These wonderful stories are moving gifts from a writer who consistently and patiently delineates the world as it is. They should be read by everyone who loves fine writing.
Between the Flags
B. H. Friedman
Cool, elegant, pure, and yet surprisingly eccentric, the thirteen stories in Between the Flags explore contradictions of American experience since World War II. This retrospective of B. H. Friedman’s work begins with “As I Am I Will Be,” as its central character, Little Boy, faces civilian life after the war. It ends with the title story, in which a nameless man fights for his life against the sea and afterward realizes how little of his identity he carries away. Between these two periods — the forties and the eighties, youth and old age — are life stories filled with regret, humor, and subtle complications. They complement the stories collected in Coming Close (1982), also published by Fiction Collective.
Friedman’s characters struggle with the ways in which their lives are bounded. The desire to recover the sexual energy of youth propels one character into a confrontation with priapism. An art critic and the painter she made famous nourish and then finally consume each other’s talents. In “Whisper,” a man cherishes the anonymity that allows him to move freely in his pursuit of “zeros” (money). “Whisper,” a prescient parable for the eighties, was expanded into a novel and recommended for a National Book Award by William Gass. Except for “Reunion in Spain,” which is published here for the first time, all of these stories appeared previously in distinguished literary magazines.
Between the Flags, his new volume of uncollected stories, is so energized, it may make you suffer a little. It will also make you laugh, make you think, and encourage you to re-experience its on-target metaphorical tales. As with the artists Friedman has always presented so thoughtfully, he’s got his fictional characters just right. You’ll find yourself saying, “Yes, yes!” These people are alive. And if you’re a writer, you may also find yourself saying, “God, I wish I had written that!”
These uncollected stories distill what Friedman fans have known all along: the man is way ahead of his time and the work as a whole is larger than its parts. Newcomers will discover that just as his novel Yarborough foretold the advance of the sixties drug culture, so did “Whisper” (later “Whispers”) anticipate years before “the avant-garde went into business” — the Reagan eighties and beyond.
These wonderful stories are moving gifts from a writer who consistently and patiently delineates the world as it is. They should be read by everyone who loves fine writing.
Whether the narrator is male or female — or young, middle-aged or moving toward a later stage — B. H. Friedman’s stories carry conviction. Some are traditional, some innovative; some come from the heart, others from the head. The hidden narrator, the author himself, gives us dimensions of the human psyche granted by time but rarely captured these days in works of fiction.
[Friedman] is way ahead of his time and the work as a whole is larger than its parts. Newcomers will discover that just as his novel Yarborough foretold the advance of the sixties drug culture, so did “Whisper” (later “Whispers”) anticipate years before “the avant-garde went into business” — the Reagan eighties and beyond.
Coming Close
B. H. Friedman
Coming Close is what the author calls “alternative autobiographies” — four stories, each dealing freely with different, though sometimes overlapping, material through which we understand the complexity of a man’s life.
In the previously unpublished novella “Watching Father Die,” a son sees his father die — both as physical man and psychological symbol. At the same time, the son watches himself die, and cool rage balances warm compassion.
“Drinking Smoke” and “Moving in Place” have both been published in prestigious literary magazines — New American Review and The Hudson Review. Like the novella, each is concerned with an obsession. “Moving in Place” received a Fels Award of the Coordinating Council of Literary Magazines as one of the five best stories of the year. Finally, “Choosing a Name” focuses on how a man who is nameless, though precisely identified in the first three stories, comes close to being B. H. Friedman. Altogether, the four stories reinforce one another to become a coherent, multi-faceted self-portrait.
… B. H. Friedman’s stories carry conviction. Some are traditional, some innovative; some come from the heart, others from the head. The hidden narrator, the author himself, gives us dimensions of the human psyche granted by time but rarely captured these days in works of fiction.
Museum
B. H. Friedman
This novel is both a love story and the history of the Skane family’s Museum of Living Art, as it changes from a small private museum into a large public institution, what Emerson called “the lengthened shadow of one man.” That man, that shadow, the museum’s founder, permeates the novel. Though long dead, his ideas, his wishes, his dreams struggle to stay alive in the consciousness of his son who sits on the museum’s board. The son’s relationship to his sister and other trustees is deeply experienced within the context of seemingly cold, businesslike board meetings and, outside the boardroom, in equally intense relationships with two women, a painter and an art historian, as he, on his own behalf as well as his father’s, resists the institutionalization of dreams.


» WHAT IS BEING ASKED: Your answer should be one number, the count of lines in the data that hold "item".

» THE INPUT:

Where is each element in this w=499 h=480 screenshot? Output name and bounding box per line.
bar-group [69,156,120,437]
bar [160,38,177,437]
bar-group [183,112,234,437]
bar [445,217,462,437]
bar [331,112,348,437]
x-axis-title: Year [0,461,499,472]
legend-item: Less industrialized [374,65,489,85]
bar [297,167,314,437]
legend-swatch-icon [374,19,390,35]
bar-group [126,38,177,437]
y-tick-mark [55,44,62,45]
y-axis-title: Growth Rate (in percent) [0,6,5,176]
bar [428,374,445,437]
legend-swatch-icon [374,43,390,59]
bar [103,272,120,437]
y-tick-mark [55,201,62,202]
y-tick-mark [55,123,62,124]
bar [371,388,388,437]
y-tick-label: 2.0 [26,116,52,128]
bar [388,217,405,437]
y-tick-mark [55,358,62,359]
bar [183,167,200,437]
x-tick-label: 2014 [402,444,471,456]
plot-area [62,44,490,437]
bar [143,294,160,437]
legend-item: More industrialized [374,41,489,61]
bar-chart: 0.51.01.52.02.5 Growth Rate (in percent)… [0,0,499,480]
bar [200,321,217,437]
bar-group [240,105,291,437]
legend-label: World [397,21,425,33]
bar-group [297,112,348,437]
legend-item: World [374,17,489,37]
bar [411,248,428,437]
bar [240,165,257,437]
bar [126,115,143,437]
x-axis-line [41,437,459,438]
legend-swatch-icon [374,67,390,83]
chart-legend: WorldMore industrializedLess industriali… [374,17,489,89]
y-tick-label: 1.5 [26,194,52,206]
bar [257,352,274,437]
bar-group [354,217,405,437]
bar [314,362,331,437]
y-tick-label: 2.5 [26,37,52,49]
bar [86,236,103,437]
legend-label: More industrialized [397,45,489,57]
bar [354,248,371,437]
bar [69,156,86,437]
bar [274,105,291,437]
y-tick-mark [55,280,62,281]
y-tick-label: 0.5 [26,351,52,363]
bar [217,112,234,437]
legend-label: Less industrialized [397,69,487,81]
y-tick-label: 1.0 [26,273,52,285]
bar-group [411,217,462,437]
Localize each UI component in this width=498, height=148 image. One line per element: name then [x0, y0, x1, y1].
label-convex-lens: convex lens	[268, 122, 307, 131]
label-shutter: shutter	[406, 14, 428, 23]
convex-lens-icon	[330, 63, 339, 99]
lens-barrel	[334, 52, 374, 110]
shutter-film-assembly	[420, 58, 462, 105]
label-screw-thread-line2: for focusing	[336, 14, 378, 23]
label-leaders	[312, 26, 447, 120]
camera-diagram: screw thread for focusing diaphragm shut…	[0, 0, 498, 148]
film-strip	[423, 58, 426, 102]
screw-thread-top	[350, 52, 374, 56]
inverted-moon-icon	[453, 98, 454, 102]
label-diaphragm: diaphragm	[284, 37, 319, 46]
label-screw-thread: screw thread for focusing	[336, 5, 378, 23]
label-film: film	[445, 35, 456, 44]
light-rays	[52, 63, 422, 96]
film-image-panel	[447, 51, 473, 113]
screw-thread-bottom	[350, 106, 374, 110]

* * *

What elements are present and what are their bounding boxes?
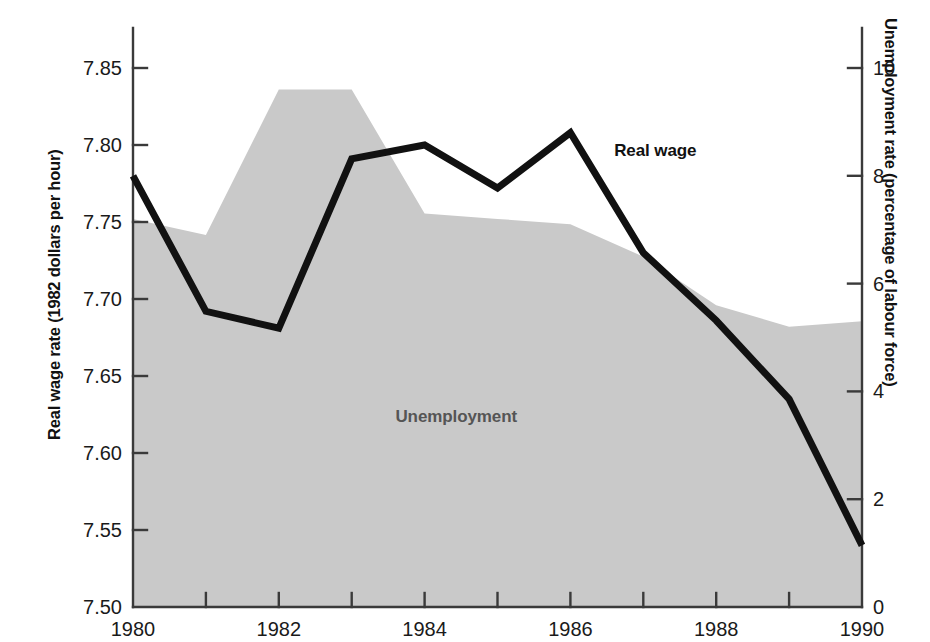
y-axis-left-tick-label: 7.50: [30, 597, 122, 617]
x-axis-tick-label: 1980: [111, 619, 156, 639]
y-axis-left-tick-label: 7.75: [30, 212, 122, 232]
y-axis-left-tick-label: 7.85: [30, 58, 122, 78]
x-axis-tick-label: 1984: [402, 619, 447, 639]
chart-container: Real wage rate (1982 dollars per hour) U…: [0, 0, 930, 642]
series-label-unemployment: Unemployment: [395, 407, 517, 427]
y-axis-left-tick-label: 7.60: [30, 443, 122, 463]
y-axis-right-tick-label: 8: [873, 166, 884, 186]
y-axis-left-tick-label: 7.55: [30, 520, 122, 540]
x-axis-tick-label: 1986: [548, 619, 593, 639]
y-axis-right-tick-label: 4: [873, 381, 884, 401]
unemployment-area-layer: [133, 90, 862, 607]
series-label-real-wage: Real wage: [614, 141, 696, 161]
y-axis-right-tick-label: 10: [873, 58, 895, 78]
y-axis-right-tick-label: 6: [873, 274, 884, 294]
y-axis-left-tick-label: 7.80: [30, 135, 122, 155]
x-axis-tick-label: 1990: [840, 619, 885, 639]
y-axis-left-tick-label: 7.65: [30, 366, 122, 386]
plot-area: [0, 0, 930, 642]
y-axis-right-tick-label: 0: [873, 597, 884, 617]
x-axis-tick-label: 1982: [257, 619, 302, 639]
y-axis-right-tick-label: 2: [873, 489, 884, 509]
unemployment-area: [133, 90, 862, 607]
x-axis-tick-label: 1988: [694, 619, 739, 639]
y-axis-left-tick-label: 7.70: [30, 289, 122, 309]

...

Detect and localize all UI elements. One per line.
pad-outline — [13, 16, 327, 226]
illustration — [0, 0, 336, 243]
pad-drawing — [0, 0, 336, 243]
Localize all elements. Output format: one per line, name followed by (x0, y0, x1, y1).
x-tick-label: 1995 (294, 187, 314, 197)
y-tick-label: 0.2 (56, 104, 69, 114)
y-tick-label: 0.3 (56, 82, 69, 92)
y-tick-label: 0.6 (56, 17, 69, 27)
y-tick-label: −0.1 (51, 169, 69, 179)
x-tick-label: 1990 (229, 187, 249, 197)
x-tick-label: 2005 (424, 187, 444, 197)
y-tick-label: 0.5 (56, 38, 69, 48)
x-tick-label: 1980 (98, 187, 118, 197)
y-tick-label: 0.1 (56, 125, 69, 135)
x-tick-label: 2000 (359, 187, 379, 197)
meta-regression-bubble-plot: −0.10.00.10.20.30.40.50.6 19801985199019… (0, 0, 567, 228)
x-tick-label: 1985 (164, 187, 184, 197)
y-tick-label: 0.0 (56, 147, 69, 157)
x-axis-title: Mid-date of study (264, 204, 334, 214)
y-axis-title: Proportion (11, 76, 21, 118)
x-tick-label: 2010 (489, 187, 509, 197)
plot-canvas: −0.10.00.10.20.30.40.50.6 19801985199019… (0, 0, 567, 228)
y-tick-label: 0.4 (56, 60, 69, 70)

» RESULT BELOW: 3